The specs/ directory contains the specification suite derived from the Holacracy Constitution v5.0:

Spec Title
00 — Overview Architecture overview, actors, and lifecycle
01 — Organizational Structure Roles, Circles, Circle Leads
02 — Rules of Cooperation Transparency, Processing, Prioritization duties
03 — Tactical Meetings Tactical Meeting process and outputs
04 — Distributed Authority Domains, spending, interpretation, Individual Initiative
05 — Governance Process Proposals, Objections, Elections, Process Breakdown
06 — Glossary All defined terms and enum types
07 — Private Data & AI Agents Private Data Layer & AI Agent Integration

Development

Prerequisites

Setup

pnpm install

Build & Test

# Build all packages
pnpm build

# Run contract tests
cd packages/contracts
forge test

# Run with verbosity
forge test -vvv

# Coverage
forge test --coverage

Project Structure

packages/
  contracts/         — Solidity contracts, tests, deploy scripts (Foundry)
  dao-contracts/     — DAO layer contract extensions
  hollab-sdk/        — TypeScript SDK for interacting with deployed contracts
  viem-extension/    — Viem client extensions
apps/                — Frontend applications
specs/               — Holacracy Constitution → smart contract specifications

License & Attribution

Project Code

See the repository root LICENSE file.

Holacracy Constitution

The specification documents in specs/ are derived from the Holacracy Constitution v5.0 by HolacracyOne, LLC.

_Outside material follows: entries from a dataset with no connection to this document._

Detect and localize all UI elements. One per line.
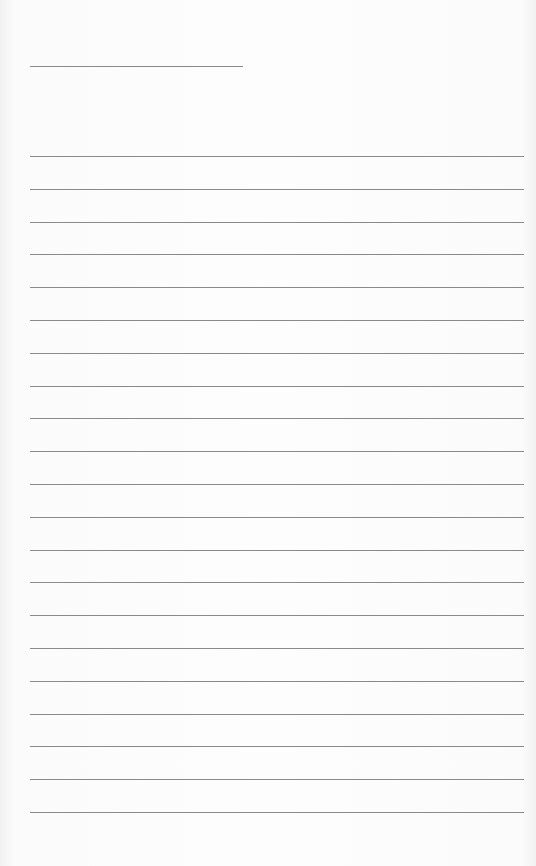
ruled-line: [30, 615, 524, 616]
ruled-line: [30, 812, 524, 813]
ruled-line: [30, 418, 524, 419]
lined-paper-page: [0, 0, 536, 866]
ruled-line: [30, 254, 524, 255]
ruled-line: [30, 320, 524, 321]
title-underline: [30, 66, 243, 67]
ruled-line: [30, 517, 524, 518]
ruled-line: [30, 681, 524, 682]
ruled-line: [30, 189, 524, 190]
ruled-line: [30, 484, 524, 485]
ruled-line: [30, 287, 524, 288]
ruled-line: [30, 550, 524, 551]
ruled-line: [30, 222, 524, 223]
ruled-line: [30, 156, 524, 157]
ruled-line: [30, 451, 524, 452]
ruled-line: [30, 714, 524, 715]
ruled-line: [30, 582, 524, 583]
ruled-line: [30, 648, 524, 649]
ruled-line: [30, 353, 524, 354]
ruled-line: [30, 779, 524, 780]
ruled-line: [30, 386, 524, 387]
ruled-line: [30, 746, 524, 747]
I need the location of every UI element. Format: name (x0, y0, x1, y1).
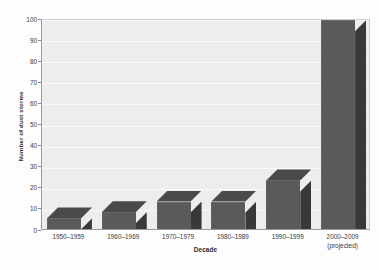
bar-top-face (266, 169, 311, 180)
bar (102, 201, 147, 229)
bar-side-face (355, 20, 366, 229)
bar-top-face (47, 207, 92, 218)
bar-side-face (136, 212, 147, 229)
x-tick-label: 1990–1999 (258, 233, 318, 242)
bar-side-face (245, 202, 256, 229)
bar-front-face (157, 202, 191, 229)
bar (157, 191, 202, 229)
bar-top-face (157, 191, 202, 202)
bar-front-face (102, 212, 136, 229)
x-tick-label: 1980–1989 (203, 233, 263, 242)
bar-top-face (102, 201, 147, 212)
y-axis-title: Number of dust storms (14, 19, 28, 234)
x-axis-title: Decade (41, 246, 370, 253)
bar-front-face (47, 218, 81, 229)
x-tick-label: 1950–1959 (38, 233, 98, 242)
bar-series (42, 20, 369, 229)
bar-side-face (81, 218, 92, 229)
bar-front-face (266, 180, 300, 229)
bar-side-face (191, 202, 202, 229)
bar (266, 169, 311, 229)
bar-side-face (300, 180, 311, 229)
bar-top-face (211, 191, 256, 202)
dust-storms-bar-chart: 0102030405060708090100 Number of dust st… (0, 0, 379, 270)
plot-area (41, 19, 370, 230)
bar-front-face (211, 202, 245, 229)
bar-front-face (321, 20, 355, 229)
x-tick-label: 1970–1979 (148, 233, 208, 242)
bar (321, 19, 366, 229)
bar (47, 207, 92, 229)
bar (211, 191, 256, 229)
x-tick-label: 1960–1969 (93, 233, 153, 242)
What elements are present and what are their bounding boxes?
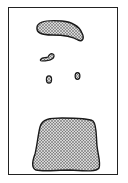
- figure: [0, 0, 128, 183]
- right-small-oval: [75, 73, 80, 80]
- left-small-oval: [46, 76, 51, 83]
- bottom-large-blob: [33, 118, 100, 171]
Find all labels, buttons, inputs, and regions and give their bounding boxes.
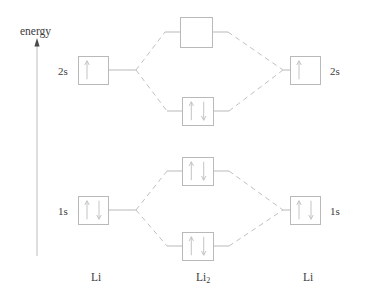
- left-1s-orbital: [79, 197, 109, 225]
- energy-axis-arrowhead: [34, 38, 39, 47]
- right-1s-label: 1s: [330, 206, 340, 217]
- left-2s-orbital: [79, 57, 109, 85]
- sigma-1s-orbital: [183, 233, 214, 261]
- correlation-lines-group: [136, 32, 283, 246]
- sigma-2s-to-right-2s: [229, 70, 283, 111]
- left-2s-to-sigma-2s: [136, 70, 167, 111]
- sigma-star-1s-to-right-1s: [229, 171, 283, 210]
- connector-lines-group: [108, 32, 290, 246]
- sigma-2s-orbital: [183, 98, 214, 126]
- left-1s-to-sigma-star-1s: [136, 171, 167, 210]
- right-2s-label: 2s: [330, 66, 340, 77]
- sigma-star-2s-to-right-2s: [228, 32, 283, 70]
- right-1s-orbital: [291, 197, 321, 225]
- orbital-boxes-group: [79, 18, 321, 261]
- column-label-left-atom: Li: [91, 272, 101, 284]
- mo-diagram-canvas: energy 2s2s1s1sLiLi2Li: [0, 0, 374, 294]
- energy-axis-group: [34, 38, 39, 256]
- column-label-subscript: 2: [206, 276, 210, 285]
- sigma-star-2s-orbital: [181, 18, 213, 48]
- left-1s-to-sigma-1s: [136, 210, 167, 246]
- left-2s-label: 2s: [58, 66, 68, 77]
- column-label-right-atom: Li: [303, 272, 313, 284]
- right-2s-orbital: [291, 57, 321, 85]
- diagram-vector-layer: [0, 0, 374, 294]
- sigma-1s-to-right-1s: [229, 210, 283, 246]
- left-2s-to-sigma-star-2s: [136, 32, 165, 70]
- column-label-molecule: Li2: [196, 272, 210, 285]
- energy-axis-label: energy: [20, 26, 51, 38]
- left-1s-label: 1s: [58, 206, 68, 217]
- sigma-star-1s-orbital: [183, 158, 214, 186]
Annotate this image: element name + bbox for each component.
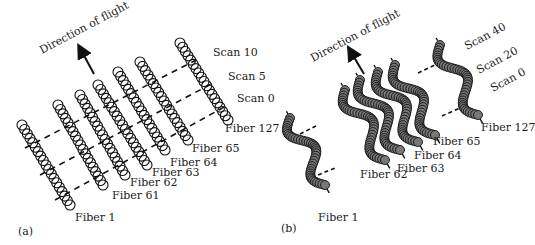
fiber-label-1-b: Fiber 1 <box>318 211 358 224</box>
scan-label-40: Scan 40 <box>462 20 508 53</box>
direction-label-a: Direction of flight <box>37 0 131 57</box>
fiber-columns-a <box>17 38 233 210</box>
fiber-label-127-b: Fiber 127 <box>481 121 535 134</box>
fiber-label-64-b: Fiber 64 <box>414 149 461 162</box>
scan-label-0-b: Scan 0 <box>488 65 528 94</box>
fiber-label-62: Fiber 62 <box>130 176 177 189</box>
fiber-label-65: Fiber 65 <box>192 142 239 155</box>
scan-label-10: Scan 10 <box>213 46 258 59</box>
fiber-label-1: Fiber 1 <box>75 211 115 224</box>
panel-label-a: (a) <box>18 225 33 238</box>
fiber-label-61: Fiber 61 <box>112 189 159 202</box>
fiber-label-65-b: Fiber 65 <box>433 135 480 148</box>
flight-direction-arrow-a <box>81 50 94 74</box>
scan-label-0: Scan 0 <box>237 92 275 105</box>
scan-label-5: Scan 5 <box>228 70 266 83</box>
flight-direction-arrow-b <box>351 52 364 74</box>
fiber-label-127: Fiber 127 <box>225 122 279 135</box>
fiber-label-62-b: Fiber 62 <box>360 168 407 181</box>
fiber-scan-diagram: Direction of flight Scan 10 Scan 5 Scan … <box>0 0 535 245</box>
panel-label-b: (b) <box>281 222 297 235</box>
direction-label-b: Direction of flight <box>308 6 402 64</box>
panel-b: Direction of flight Scan 40 Scan 20 Scan… <box>281 6 535 235</box>
panel-a: Direction of flight Scan 10 Scan 5 Scan … <box>17 0 279 238</box>
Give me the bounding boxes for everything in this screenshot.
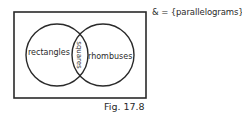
- universal-set-definition: & = {parallelograms}: [152, 7, 242, 17]
- rectangles-label: rectangles: [28, 48, 70, 57]
- figure-caption: Fig. 17.8: [104, 101, 145, 112]
- universal-set-label: = {parallelograms}: [161, 7, 242, 17]
- rhombuses-label: rhombuses: [88, 52, 132, 61]
- universal-set-symbol: &: [152, 7, 159, 17]
- squares-label: squares: [75, 41, 83, 69]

Under CC BY-SA 4.0, you are free to share and adapt the material for any purpose (including commercial), provided you give appropriate credit, indicate changes, and share alike.

Trademark Notice

Holacracy is a registered trademark of HolacracyOne, LLC. This project references Holacracy for attribution purposes as required by the CC BY-SA 4.0 license. If the governance rules implemented here diverge from the official Constitution, the resulting system should not be marketed or represented as "Holacracy" without explicit permission from HolacracyOne, LLC.